I snorted. “I should have guessed. You’ll get fat at this rate.” I paused, looking from the ball that was floating nearer and nearer to the… remains. “Should I… should I bury you? I’m not sure I can with a busted paw.” I held the paw up. I could stand on it, but it hurt to do too much with it. I hoped it would get better.
“Why? Some other Pokémon would just have to dig me up to eat what you’ve wasted, you… you wasteful murderer, you!”
“Good point.” I stood up and stretched, yelping as my ribs caught. I didn’t like how laboured my breathing sounded, but what choice did I have? I was tired, dirty, I ached all over, I’d badly sprained at least one of my paws, my tail had a kink in it and I had no idea where I was. I was probably going to die forgotten and alone. And I deserved it. Hello, rock bottom, should I start to dig? “There’s no heaven up there, you know. I came from there. It’s just the top of the waterfall.”
“For you, perhaps,” the ghostly voice in my head retorted. “For me, it was heaven. Fated to climb the mountain, should I succeed in my task, I would be welcomed to the halls of the ascended.”
“You mean if you’d gotten powerful enough, you would have evolved into, uh… a gyarados, I think.”
“And now I’m naught but fumes of the dead!”
“Are you-” I reached out a paw and tried to poke the ball. It zipped out the way of my probing foreleg. “Are you really here? To haunt me? Why?”
“You ate me. And you ask why!?”
“What, am I supposed to off myself because of you? You already said death’s too good for me, and I agree. I’d throw myself into the water but I know how to swim. Maybe I can just… jump from the top of the waterfall,” I mused.
“You do that! I hope you hit the rocks!”
“It’s a lot of work, I could just… wait.”
I sat for a while. That got boring, so I started moving. The valley at the bottom of the waterfall was long and deep, but it did eventually peter out. The night sky grew brighter as I walked, until dawn finally broke. The sun rose in a clear blue sky, bringing back blessed warmth, as I finally managed to find a faint path that was headed roughly in the direction I thought I wanted. As the day wore on into the afternoon — with stops only for necessities and berries — and a city came into view, I realized how wrong I had been. Ordinarily the sight of Rustboro would have been welcome, but this time? I was at least a day off of course, if not more. And my injuries were getting worse.
“And now you’ve abandoned your trainer. You’re literally the worst.”
...Okay, so I wasn’t quite alone. Head-butting a tree in annoyance, I made my decision. With what felt like a fever rising, I had no choice but to seek medical aid.
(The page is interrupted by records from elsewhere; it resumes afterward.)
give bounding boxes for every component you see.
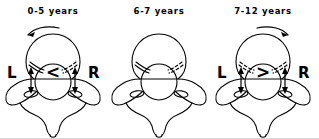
right-facet-oval [174, 90, 189, 98]
figure-bottom-rule [0, 138, 319, 139]
left-transverse-process [112, 79, 142, 105]
right-synchondrosis [168, 62, 182, 70]
panel-title-1: 6-7 years [106, 6, 212, 16]
vertebral-body-outline [132, 34, 186, 79]
asymmetry-symbol-2: > [210, 64, 316, 81]
panel-title-0: 0-5 years [0, 6, 106, 16]
right-lamina [266, 103, 296, 135]
spinal-canal-circle [141, 64, 177, 100]
left-synchondrosis [136, 62, 150, 70]
right-lamina [56, 103, 86, 135]
vertebra-age-figure: 0-5 years [0, 0, 319, 139]
spinous-process-tip [156, 135, 162, 137]
vertebra-panel-0: 0-5 years [0, 0, 106, 139]
asymmetry-symbol-0: < [0, 64, 106, 81]
spinous-process-tip [50, 135, 56, 137]
panel-title-2: 7-12 years [210, 6, 316, 16]
left-lamina [230, 103, 260, 135]
vertebra-panel-2: 7-12 years [210, 0, 316, 139]
vertebra-panel-1: 6-7 years [106, 0, 212, 139]
left-facet-oval [130, 90, 145, 98]
right-lamina [162, 103, 192, 135]
left-lamina [20, 103, 50, 135]
left-lamina [126, 103, 156, 135]
spinous-process-tip [260, 135, 266, 137]
right-transverse-process [176, 79, 206, 105]
vertebra-drawing-1 [106, 22, 212, 139]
“Hey you ghastly ball of gas, we’re heading to Rustboro. I need to heal up, before I keel over or some ‘mon decides they’re going to eat me-”
“Oh wouldn’t that be terrible? Being eaten is probably about the worst thing that can happen to a Pokémon,” the gastly said sarcastically.
“Yeah, yeah. Also, can you stop the ‘talking right into my head’ thing? Just… just talk normally? I’ve got enough of a headache, and that makes it worse.”
“Fine,” the gastly complained. “I’ll talk normally. It was, uh, doing my throat in anyway.”
“You have a throat? And not using it... wait, do you even have lungs?”
“I used to,” gastly fixed my gaze with a mean look.
“You were a fish.”
“Gills. My point stands.”
“Sorry, again. Still, Our destination really is Rustboro. We’ll come back for the kids once I’ve visited a Pokémon center. If I make it that far.” I limped along out of the thicket back onto Route 104.